Your goal >> Would you please copy only the lines from the line that contains "The width and" to the end of the data below, exactly, leaving every picture out?

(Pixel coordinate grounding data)
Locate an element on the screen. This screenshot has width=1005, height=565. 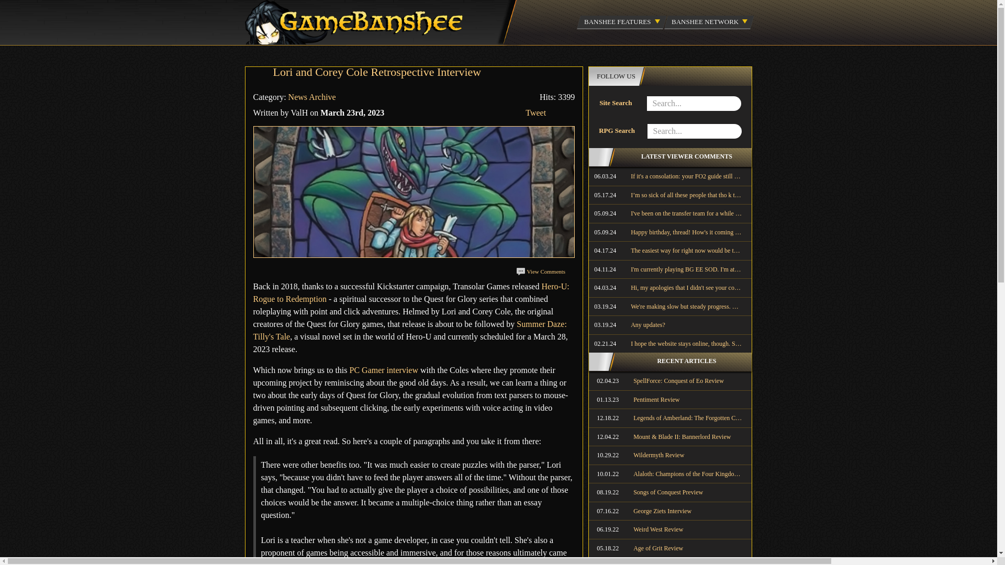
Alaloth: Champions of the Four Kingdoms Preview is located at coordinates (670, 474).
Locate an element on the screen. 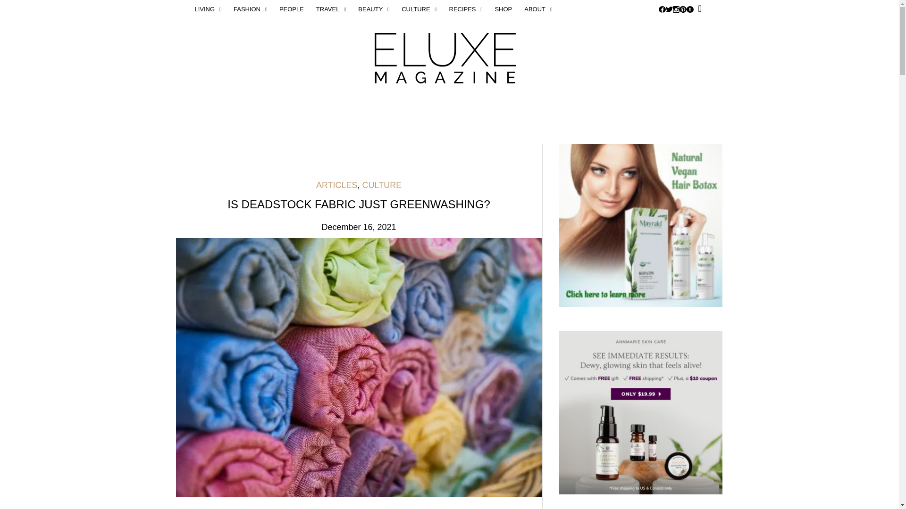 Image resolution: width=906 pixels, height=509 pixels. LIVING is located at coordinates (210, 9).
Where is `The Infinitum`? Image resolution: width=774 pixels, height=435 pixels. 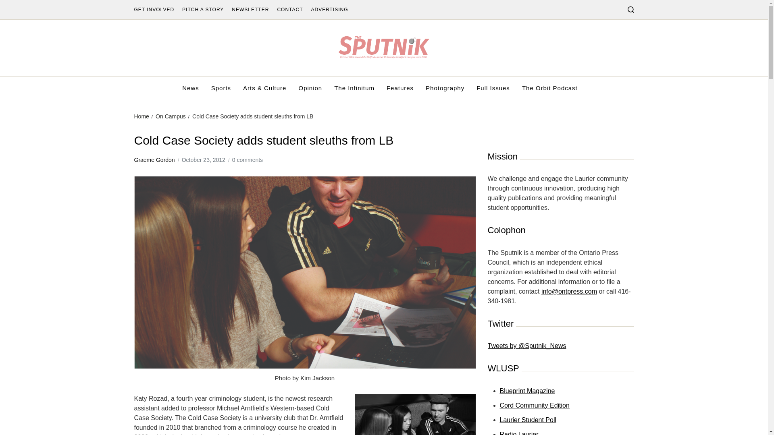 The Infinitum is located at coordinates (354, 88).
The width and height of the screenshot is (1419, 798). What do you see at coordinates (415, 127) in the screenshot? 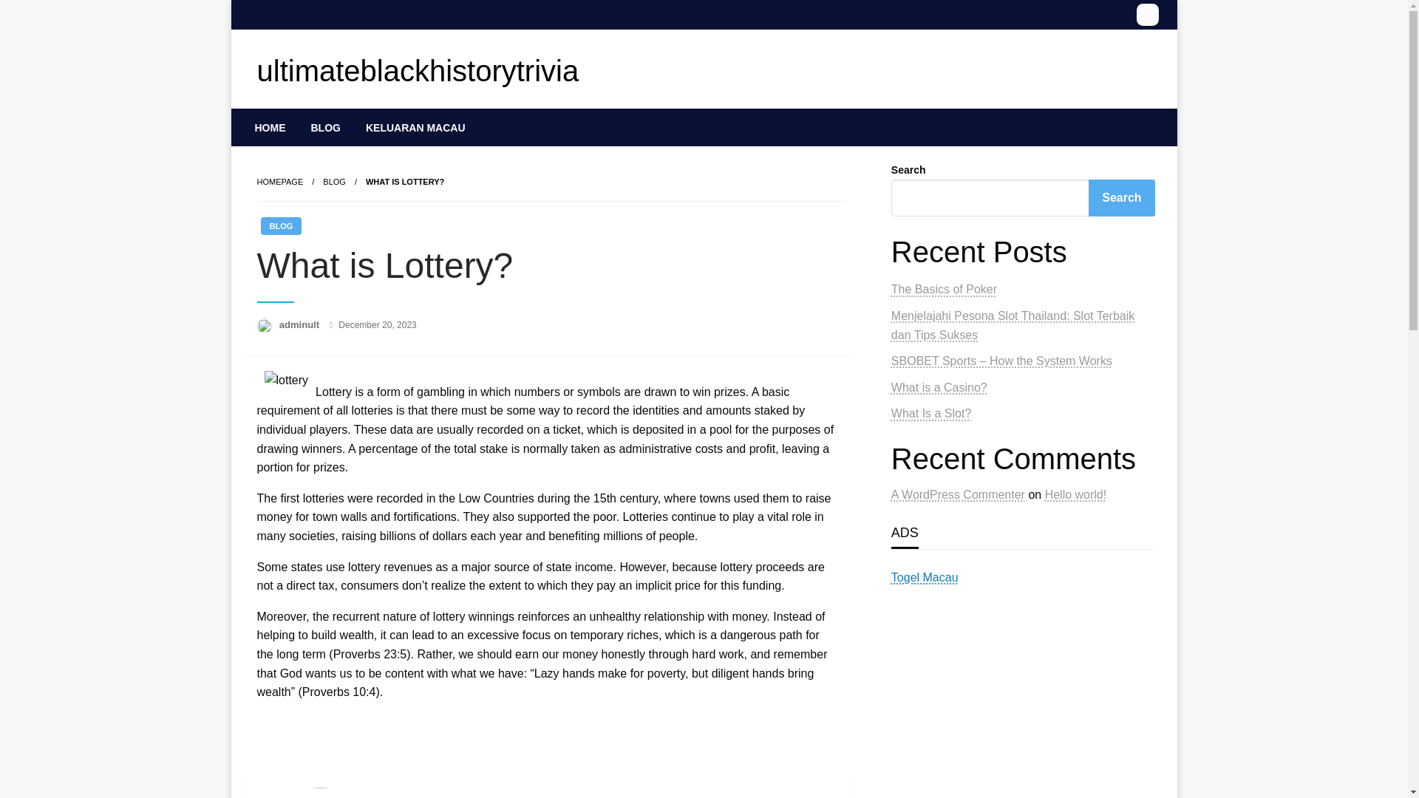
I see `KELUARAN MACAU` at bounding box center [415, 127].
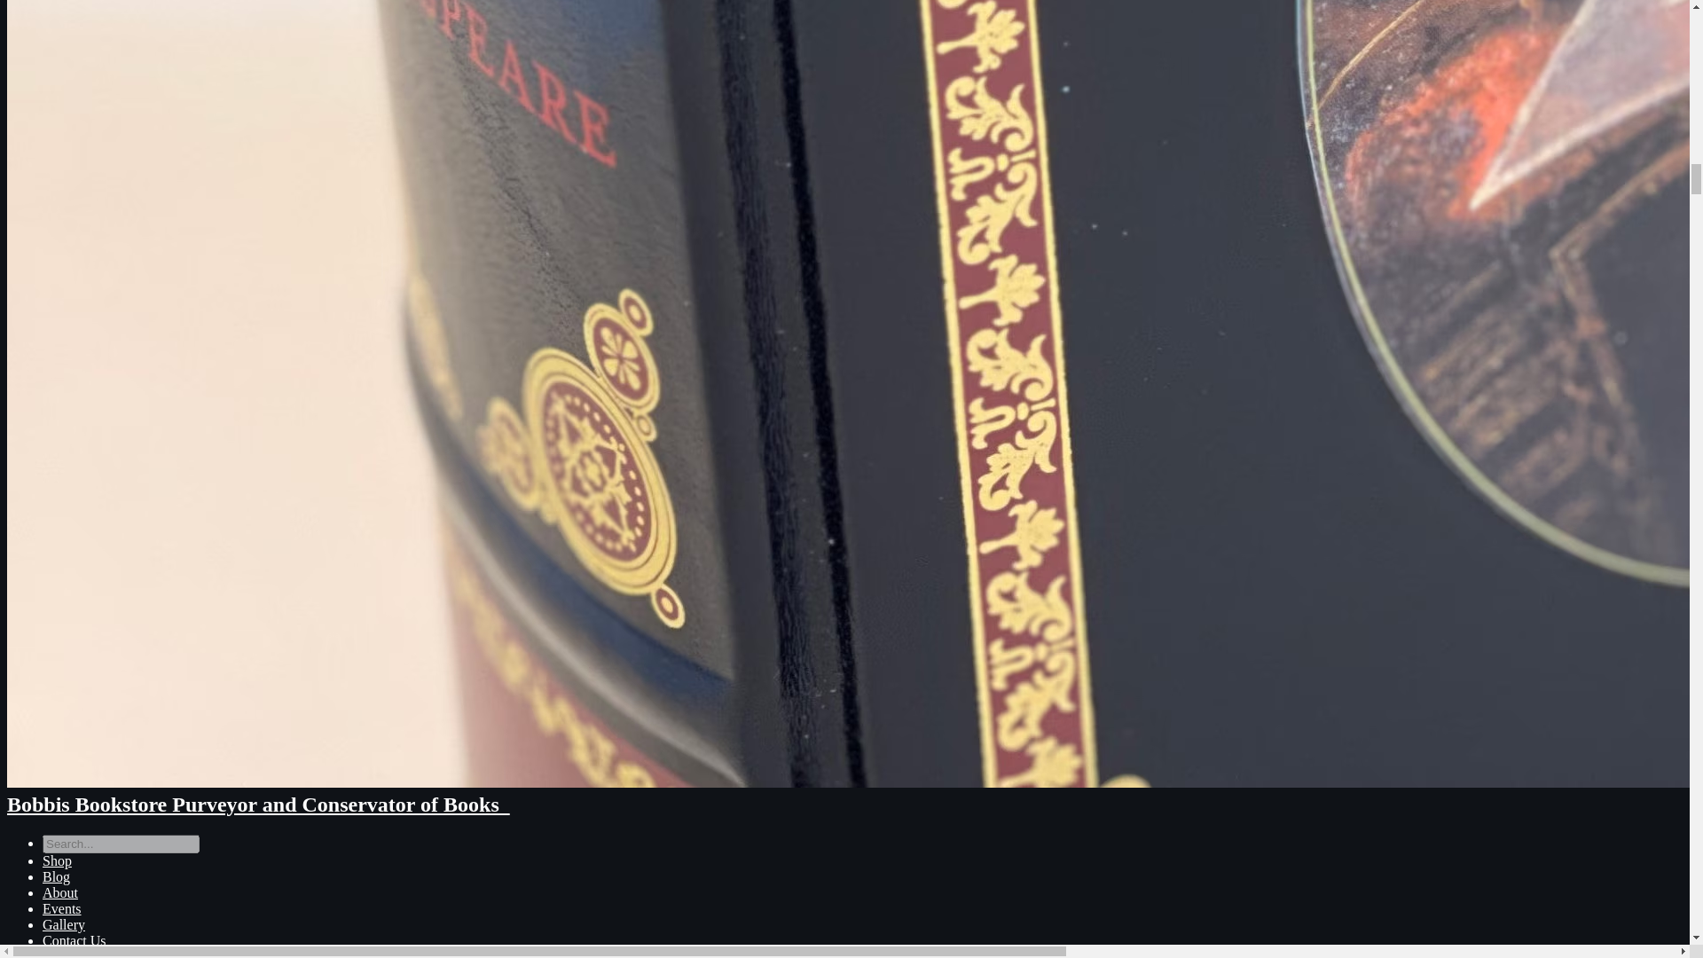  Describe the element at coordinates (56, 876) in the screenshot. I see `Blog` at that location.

Exercise result >>
The width and height of the screenshot is (1419, 798). What do you see at coordinates (415, 127) in the screenshot? 
I see `KELUARAN MACAU` at bounding box center [415, 127].
  Describe the element at coordinates (56, 876) in the screenshot. I see `Blog` at that location.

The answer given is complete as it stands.